Blogging Buddhist Ethics

Blogging Buddhist Ethics January 26, 2013

Pretty much my life. (Via the NY Times)

One of my new year’s resolutions this year was to focus more clearly and fully on my phd work, including here at this blog. 26 days in, and I’m ready to start (procrastination is okay).

Where were we? Oh yes, Buddhist Ethics.

To put it succinctly, I’m re-evaluating Buddhist ethics and comparing it to Kantian ethics. This is difficult because Buddhist ethics is very difficult to pin down: do we mean silaVinaya? Everything suggested as kusala? To simplify things I just work on the Pali Canon and the ‘early’ development of the Pali tradition: commentaries (where/when helpful), same with Abhidhamma, and the Visuddhimagga by Buddhaghosa. I’m really trying to focus on the earliest material possible; this in itself is a difficult task.

Next I’m comparing what I find (and/or create) with the ethics of Immanuel Kant (1724-1804). Many people find this odd, as they have only the barest knowledge of Kant’s ethics, usually reduced to the Categorical Imperative, and that usually reduced to just the first or second formulation of the Categorical Imperative (out of 3, possibly 4 distinct formulations). It’s true that these are key to the Groundwork (hence the title of the book they’re found in) of Kant’s ethics, but there is much, much more to it.

So where are we now? (Or, where am I in my work?) I’m looking at how Buddha and Kant describe “our condition.”  I’m looking at (and for – any suggestions would be very welcome) key metaphors in the Pali canon to describe our world. Obvious ones include samsara, suffering/dukkha, the 4 Noble Truths in general, giving a description of the whole ‘problem’, ’cause’, ‘diagnosis’, and ‘path/cure’. On an epistemological level, the metaphor of bodhi, or awakening, itself is interesting. And of course nirvana and, key for my work, dhamma as a metaphysical foundation for morality.

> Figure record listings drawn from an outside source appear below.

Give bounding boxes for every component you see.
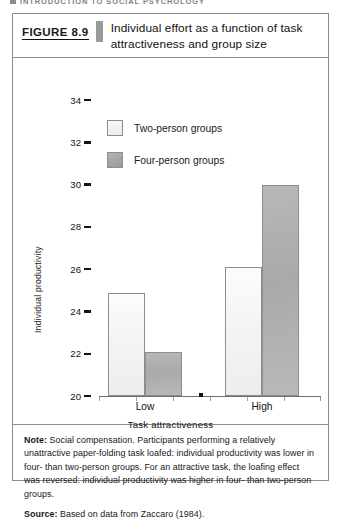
y-axis-tick-24: 24 (57, 306, 91, 318)
bar-low-two-person (108, 293, 145, 397)
source-lead: Source: (24, 509, 57, 519)
caption-divider (96, 21, 103, 42)
bar-high-four-person (262, 185, 299, 396)
x-axis-label-low: Low (110, 401, 180, 412)
y-axis-tick-22: 22 (57, 348, 91, 360)
running-head-text: INTRODUCTION TO SOCIAL PSYCHOLOGY (20, 0, 205, 6)
y-axis-tick-label: 24 (70, 306, 81, 317)
x-axis-title: Task attractiveness (13, 419, 328, 430)
x-axis-label-high: High (227, 401, 297, 412)
y-axis-tick-dash (84, 268, 91, 270)
y-axis-tick-label: 34 (70, 95, 81, 106)
note-paragraph: Note: Social compensation. Participants … (24, 434, 317, 501)
source-text: Based on data from Zaccaro (1984). (57, 509, 204, 519)
bar-low-four-person (145, 352, 182, 396)
figure-number: FIGURE 8.9 (22, 26, 89, 40)
x-axis-line (99, 396, 321, 397)
y-axis-tick-label: 28 (70, 221, 81, 232)
y-axis-tick-label: 32 (70, 137, 81, 148)
figure-notes: Note: Social compensation. Participants … (13, 424, 328, 521)
y-axis-tick-label: 26 (70, 264, 81, 275)
y-axis-tick-32: 32 (57, 136, 91, 148)
y-axis-tick-dash (84, 395, 91, 397)
source-paragraph: Source: Based on data from Zaccaro (1984… (24, 508, 317, 521)
y-axis-tick-label: 22 (70, 348, 81, 359)
y-axis-tick-label: 30 (70, 179, 81, 190)
bar-high-two-person (225, 267, 262, 396)
square-bullet-icon (10, 0, 16, 4)
y-axis-tick-label: 20 (70, 391, 81, 402)
chart-plot-area: Two-person groups Four-person groups Ind… (13, 58, 328, 408)
bars-container (99, 66, 319, 397)
figure-number-wrap: FIGURE 8.9 (22, 21, 89, 40)
y-axis-tick-dash (84, 141, 91, 143)
y-axis-tick-dash (84, 353, 91, 355)
figure-caption: FIGURE 8.9 Individual effort as a functi… (13, 14, 328, 58)
y-axis-tick-dash (84, 99, 91, 101)
note-text: Social compensation. Participants perfor… (24, 435, 314, 498)
y-axis-tick-20: 20 (57, 390, 91, 402)
figure-box: FIGURE 8.9 Individual effort as a functi… (12, 13, 329, 481)
x-axis-center-marker (199, 393, 203, 397)
y-axis-tick-dash (84, 226, 91, 228)
y-axis-tick-30: 30 (57, 179, 91, 191)
y-axis-tick-dash (84, 310, 91, 312)
note-lead: Note: (24, 435, 47, 445)
y-axis-tick-34: 34 (57, 94, 91, 106)
y-axis-tick-dash (84, 183, 91, 185)
y-axis-tick-28: 28 (57, 221, 91, 233)
running-head: INTRODUCTION TO SOCIAL PSYCHOLOGY (10, 0, 205, 6)
page-title: Individual effort as a function of task … (111, 21, 319, 52)
y-axis-tick-26: 26 (57, 263, 91, 275)
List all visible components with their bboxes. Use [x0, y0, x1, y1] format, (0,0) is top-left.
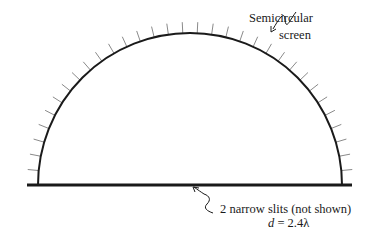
- slits-separation-label: d = 2.4λ: [268, 216, 309, 230]
- tick-mark: [336, 139, 347, 142]
- tick-mark: [72, 73, 80, 81]
- tick-mark: [137, 31, 141, 41]
- tick-mark: [240, 31, 244, 41]
- tick-mark: [45, 110, 55, 115]
- tick-mark: [253, 37, 258, 47]
- slits-label-line1: 2 narrow slits (not shown): [220, 202, 351, 216]
- tick-mark: [212, 24, 214, 35]
- tick-mark: [182, 22, 183, 33]
- tick-mark: [266, 44, 272, 54]
- tick-mark: [122, 37, 127, 47]
- tick-mark: [226, 27, 229, 38]
- tick-mark: [95, 52, 101, 61]
- separation-value: = 2.4λ: [274, 216, 309, 230]
- tick-mark: [325, 110, 335, 115]
- semicircular-screen-diagram: [0, 0, 370, 231]
- tick-mark: [28, 170, 39, 171]
- tick-mark: [309, 84, 318, 91]
- tick-mark: [197, 22, 198, 33]
- tick-mark: [109, 44, 115, 54]
- tick-mark: [339, 154, 350, 156]
- tick-mark: [53, 97, 62, 103]
- tick-mark: [331, 124, 341, 128]
- screen-label-line1: Semicircular: [249, 11, 313, 25]
- tick-mark: [34, 139, 45, 142]
- tick-mark: [62, 84, 71, 91]
- slits-pointer-arrow: [194, 187, 213, 213]
- tick-mark: [30, 154, 41, 156]
- tick-mark: [83, 62, 90, 70]
- screen-tick-marks: [28, 22, 353, 170]
- screen-label-line2: screen: [279, 28, 311, 42]
- tick-mark: [341, 170, 352, 171]
- tick-mark: [278, 52, 284, 61]
- tick-mark: [39, 124, 49, 128]
- semicircular-screen-arc: [38, 33, 342, 185]
- tick-mark: [300, 73, 308, 81]
- tick-mark: [152, 27, 155, 38]
- tick-mark: [290, 62, 297, 70]
- tick-mark: [167, 24, 169, 35]
- tick-mark: [318, 97, 327, 103]
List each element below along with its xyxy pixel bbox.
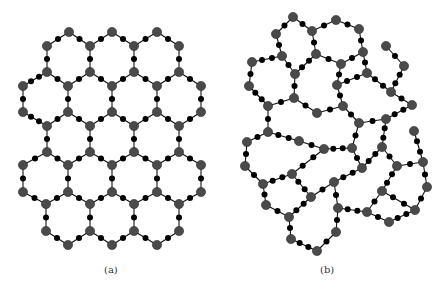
major-node [247, 57, 256, 66]
minor-node [259, 96, 265, 102]
minor-node [414, 138, 420, 144]
minor-node [392, 80, 398, 86]
major-node [107, 160, 116, 169]
minor-node [187, 116, 193, 122]
minor-node [340, 174, 346, 180]
major-node [107, 107, 116, 116]
minor-node [321, 23, 327, 29]
minor-node [370, 118, 376, 124]
major-node [307, 26, 316, 35]
panel-a-caption: (a) [104, 264, 118, 275]
minor-node [120, 195, 126, 201]
minor-node [55, 76, 61, 82]
major-node [332, 80, 341, 89]
minor-node [279, 174, 285, 180]
minor-node [395, 215, 401, 221]
minor-node [198, 96, 204, 102]
minor-node [295, 179, 301, 185]
minor-node [387, 154, 393, 160]
minor-node [20, 176, 26, 182]
minor-node [354, 74, 360, 80]
minor-node [36, 118, 42, 124]
minor-node [275, 132, 281, 138]
minor-node [43, 215, 49, 221]
minor-node [270, 178, 276, 184]
minor-node [176, 136, 182, 142]
minor-node [389, 171, 395, 177]
minor-node [400, 107, 406, 113]
minor-node [54, 195, 60, 201]
minor-node [36, 74, 42, 80]
major-node [333, 203, 342, 212]
major-node [196, 81, 205, 90]
major-node [152, 27, 161, 36]
minor-node [309, 142, 315, 148]
minor-node [262, 192, 268, 198]
major-node [294, 136, 303, 145]
major-node [290, 69, 299, 78]
panel-b-disordered-network [240, 12, 431, 255]
major-node [196, 187, 205, 196]
major-node [418, 157, 427, 166]
minor-node [358, 38, 364, 44]
major-node [129, 41, 138, 50]
major-node [242, 137, 251, 146]
major-node [18, 187, 27, 196]
major-node [174, 226, 183, 235]
major-node [85, 121, 94, 130]
minor-node [392, 53, 398, 59]
major-node [18, 107, 27, 116]
major-node [336, 59, 345, 68]
minor-node [276, 42, 282, 48]
minor-node [372, 76, 378, 82]
minor-node [255, 134, 261, 140]
minor-node [324, 239, 330, 245]
major-node [196, 107, 205, 116]
major-node [271, 29, 280, 38]
minor-node [109, 96, 115, 102]
minor-node [32, 156, 38, 162]
major-node [347, 143, 356, 152]
minor-node [345, 22, 351, 28]
minor-node [407, 161, 413, 167]
minor-node [55, 116, 61, 122]
minor-node [87, 215, 93, 221]
minor-node [372, 151, 378, 157]
major-node [399, 61, 408, 70]
minor-node [248, 71, 254, 77]
minor-node [305, 244, 311, 250]
minor-node [327, 107, 333, 113]
minor-node [390, 194, 396, 200]
major-node [338, 101, 347, 110]
minor-node [98, 116, 104, 122]
bond-edge [382, 191, 415, 210]
bond-edge [292, 149, 324, 174]
minor-node [282, 23, 288, 29]
minor-node [375, 214, 381, 220]
minor-node [120, 156, 126, 162]
major-node [129, 121, 138, 130]
minor-node [165, 235, 171, 241]
major-node [152, 160, 161, 169]
minor-node [417, 149, 423, 155]
major-node [362, 68, 371, 77]
minor-node [311, 40, 317, 46]
minor-node [286, 62, 292, 68]
major-node [422, 182, 431, 191]
minor-node [306, 58, 312, 64]
minor-node [344, 78, 350, 84]
major-node [386, 87, 395, 96]
major-node [284, 212, 293, 221]
major-node [174, 67, 183, 76]
minor-node [401, 201, 407, 207]
minor-node [154, 96, 160, 102]
minor-node [354, 155, 360, 161]
major-node [18, 81, 27, 90]
minor-node [187, 195, 193, 201]
major-node [129, 226, 138, 235]
minor-node [380, 135, 386, 141]
minor-node [55, 156, 61, 162]
major-node [18, 160, 27, 169]
minor-node [165, 36, 171, 42]
major-node [174, 199, 183, 208]
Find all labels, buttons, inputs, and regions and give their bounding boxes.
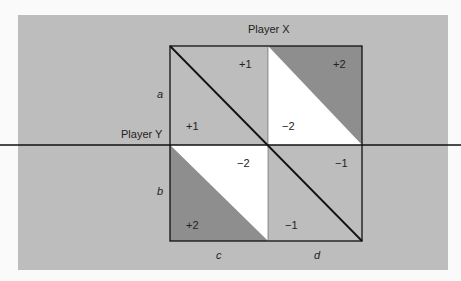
payoff-label: −2	[282, 120, 295, 132]
player-x-label: Player X	[248, 23, 290, 35]
payoff-diagram	[0, 0, 461, 281]
payoff-label: +1	[239, 58, 252, 70]
payoff-label: −1	[285, 219, 298, 231]
payoff-label: −2	[237, 157, 250, 169]
col-label-d: d	[314, 249, 320, 261]
row-label-a: a	[157, 88, 163, 100]
payoff-label: +1	[186, 120, 199, 132]
payoff-label: −1	[335, 157, 348, 169]
col-label-c: c	[216, 249, 222, 261]
player-y-label: Player Y	[121, 128, 162, 140]
payoff-label: +2	[333, 58, 346, 70]
row-label-b: b	[157, 185, 163, 197]
payoff-label: +2	[186, 219, 199, 231]
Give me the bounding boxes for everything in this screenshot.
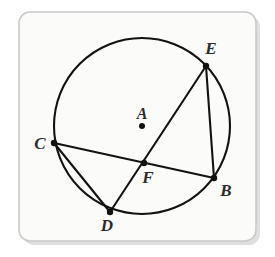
point-label-d: D bbox=[100, 216, 113, 235]
center-point-a-dot bbox=[139, 123, 145, 129]
point-f-dot bbox=[141, 160, 147, 166]
point-label-a: A bbox=[136, 105, 148, 122]
point-e-dot bbox=[203, 63, 209, 69]
point-c-dot bbox=[51, 140, 57, 146]
geometry-figure-container: A B C D E F bbox=[0, 0, 275, 257]
point-d-dot bbox=[107, 209, 113, 215]
circle-geometry-diagram: A B C D E F bbox=[0, 0, 275, 257]
point-label-c: C bbox=[34, 134, 46, 153]
point-label-e: E bbox=[204, 39, 216, 58]
point-label-b: B bbox=[219, 181, 231, 200]
point-label-f: F bbox=[141, 168, 154, 187]
point-b-dot bbox=[211, 175, 217, 181]
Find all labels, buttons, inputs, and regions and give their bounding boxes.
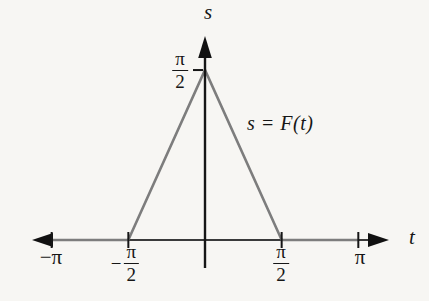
tick-label-half-pi: π2: [273, 242, 289, 285]
fraction-numerator: π: [172, 49, 188, 71]
t-axis-label: t: [409, 227, 415, 248]
fraction-denominator: 2: [124, 264, 140, 285]
tick-label-neg-half-pi: −π2: [111, 242, 139, 285]
fraction-denominator: 2: [172, 71, 188, 92]
fraction-pi-over-2: π2: [273, 242, 289, 285]
minus-sign: −: [111, 253, 122, 274]
tick-label-neg-pi: −π: [40, 247, 62, 268]
fraction-denominator: 2: [273, 264, 289, 285]
fraction-pi-over-2: π2: [124, 242, 140, 285]
t-axis-right-arrowhead: [368, 233, 389, 247]
fraction-numerator: π: [273, 242, 289, 264]
s-axis-arrowhead: [198, 36, 212, 58]
fraction-pi-over-2: π2: [172, 49, 188, 92]
figure: s t s = F(t) −π −π2 π2 π π2: [0, 0, 429, 301]
fraction-numerator: π: [124, 242, 140, 264]
curve-annotation: s = F(t): [247, 112, 313, 134]
tick-label-pi: π: [355, 247, 366, 268]
s-axis-label: s: [204, 2, 212, 23]
tick-label-s-half-pi: π2: [172, 49, 188, 92]
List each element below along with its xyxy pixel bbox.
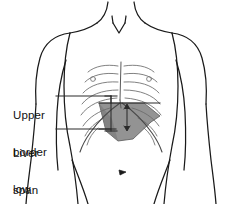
rib-right-1 (124, 65, 154, 72)
neck-left-edge (97, 2, 108, 23)
umbilicus-marker (119, 170, 126, 175)
nipple-left (91, 77, 96, 82)
liver-percussion-figure: Upper border low Liver span normal (0, 0, 242, 204)
rib-right-2 (124, 73, 157, 82)
sternal-notch (113, 23, 125, 33)
hip-crease-left (72, 160, 88, 204)
rib-left-2 (85, 73, 118, 82)
torso-right-flank (164, 33, 178, 204)
clavicle-right (145, 23, 172, 33)
annotation-liver-span-line-1: Liver (13, 147, 49, 159)
annotation-upper-border-line-1: Upper (13, 109, 47, 121)
umbilicus-icon (119, 170, 126, 175)
torso-left-flank (64, 33, 78, 204)
rib-left-3 (83, 82, 118, 93)
neck-right-edge (134, 2, 145, 23)
sternal-notch-right-tick (125, 16, 126, 23)
sternum (120, 62, 121, 100)
arm-right-outer (206, 104, 216, 204)
annotation-liver-span-line-2: span (13, 184, 49, 196)
clavicle-left (70, 23, 97, 33)
rib-right-4 (124, 90, 160, 104)
hip-crease-right (154, 160, 170, 204)
annotation-liver-span-normal: Liver span normal (13, 122, 49, 204)
rib-right-3 (124, 82, 159, 93)
rib-left-4 (82, 90, 118, 104)
nipple-right (147, 77, 152, 82)
rib-left-1 (88, 65, 118, 72)
sternal-notch-left-tick (112, 16, 113, 23)
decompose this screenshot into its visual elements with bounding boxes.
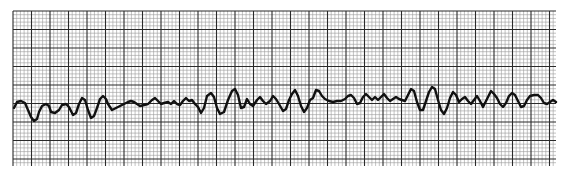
ecg-strip [0,0,571,178]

Many people also scoff at the idea that the Buddha had anything to do with metaphysics. This is simply an over-generalization of the Buddha’s refusal to answer certain metaphysical questions. This may also hinge on defining ‘metaphysics’. I take it as a set of beliefs or theories regarding that which goes beyond the world of sensation, generally relating to the foundation for or ultimate nature of the world of our experience.* And the Buddha does clearly talk about the conditioned world (loka/lokiya) of our experience and some further, higher (lokuttara) realm (see the PED for a brief discussion and references).

While the ‘higher realm’ here could be understood as simply the end of the path without any transcendent implications, that fails to explain the binary nature of the term’s use in comparison with worldly, conditioned experience. There is something fundamental that happens as one enters the higher path (one literally becomes a sotapanna, a stream-enterer). And there is something fundamental that happens at the further point of (full) awakening, bodhi. Ven. Yuttadhammo explains this a bit here:

Why call the person at a key stage in the path a ‘stream-winner’ (or ‘enterer’)? Why a stream? Is this a reference back to the (?) Upanishad in which the true self (atman) is said to be a stream flowing toward the sea (brahman)? Or perhaps, though less likely, it is a reference to the quenching of thirst experienced here (thirst being the second noble truth and the cause of suffering). That will be explored, along with other key metaphors, in future posts.